Background: Our aim was to study the impact of record linkage and different classification principles on maternal mortality rate.
Methods: The death certificates of all fertile-aged women who died in 1987-94 in Finland (n = 9,192) were linked to the Birth, Abortion, and Hospital Discharge Registers (n = 513,472 births, 93,807 induced abortions, and 71,701 other ended pregnancies) to identify the women who had been pregnant during their last year of life. All deaths that occurred up to 1 year after the end of pregnancy were classified according to their connection to pregnancy.
Results: In total, 281 qualifying deaths were found. Only in 22% of the death certificates was the pregnancy or its end mentioned. The mortality rate was 41 per 100,000 registered ended pregnancies (27 for births, 48 for miscarriages or ectopic pregnancies, and 101 for abortions). The maternal mortality rate depended greatly on which of these 281 cases were defined as maternal deaths. The early maternal mortality rate varied between 5.6 and 6.8 per 100,000 live births, and the late maternal mortality rate between 0.6 and 2.5 depending on the definition used.
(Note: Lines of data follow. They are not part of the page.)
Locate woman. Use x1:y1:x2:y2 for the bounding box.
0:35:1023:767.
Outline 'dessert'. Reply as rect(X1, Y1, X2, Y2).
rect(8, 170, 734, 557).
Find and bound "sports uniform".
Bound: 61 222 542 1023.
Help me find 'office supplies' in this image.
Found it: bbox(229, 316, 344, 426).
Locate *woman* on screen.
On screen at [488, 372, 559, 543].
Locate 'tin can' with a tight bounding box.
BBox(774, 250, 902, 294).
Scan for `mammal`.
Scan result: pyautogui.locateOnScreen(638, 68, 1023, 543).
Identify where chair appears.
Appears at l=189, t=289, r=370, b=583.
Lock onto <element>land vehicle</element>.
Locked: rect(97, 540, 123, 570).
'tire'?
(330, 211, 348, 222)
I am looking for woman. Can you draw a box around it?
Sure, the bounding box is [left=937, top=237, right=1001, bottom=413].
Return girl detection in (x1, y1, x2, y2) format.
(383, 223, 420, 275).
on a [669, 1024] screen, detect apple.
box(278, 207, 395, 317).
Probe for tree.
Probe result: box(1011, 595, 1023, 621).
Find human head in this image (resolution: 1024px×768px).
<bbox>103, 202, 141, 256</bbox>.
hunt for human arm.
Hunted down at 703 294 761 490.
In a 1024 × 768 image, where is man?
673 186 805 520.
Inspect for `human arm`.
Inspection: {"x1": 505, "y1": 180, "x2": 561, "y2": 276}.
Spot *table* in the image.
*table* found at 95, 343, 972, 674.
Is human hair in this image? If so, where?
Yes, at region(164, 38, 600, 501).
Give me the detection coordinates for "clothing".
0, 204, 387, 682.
The classification of other than direct maternal deaths was ambiguous, especially in case of late cancers, cardio- and cerebrovascular diseases, and early suicides. The official Finnish figure for early maternal mortality (6.0/100,000 live births) seems to be a good estimate, although only 65% of individual deaths were unambiguously classified.
Conclusions: Register linkage is necessary to identify late maternal deaths and pregnancy-associated deaths. The current official classification of maternal deaths as indirect, direct and fortuitous is arbitrary and allows much variation in defining a maternal death.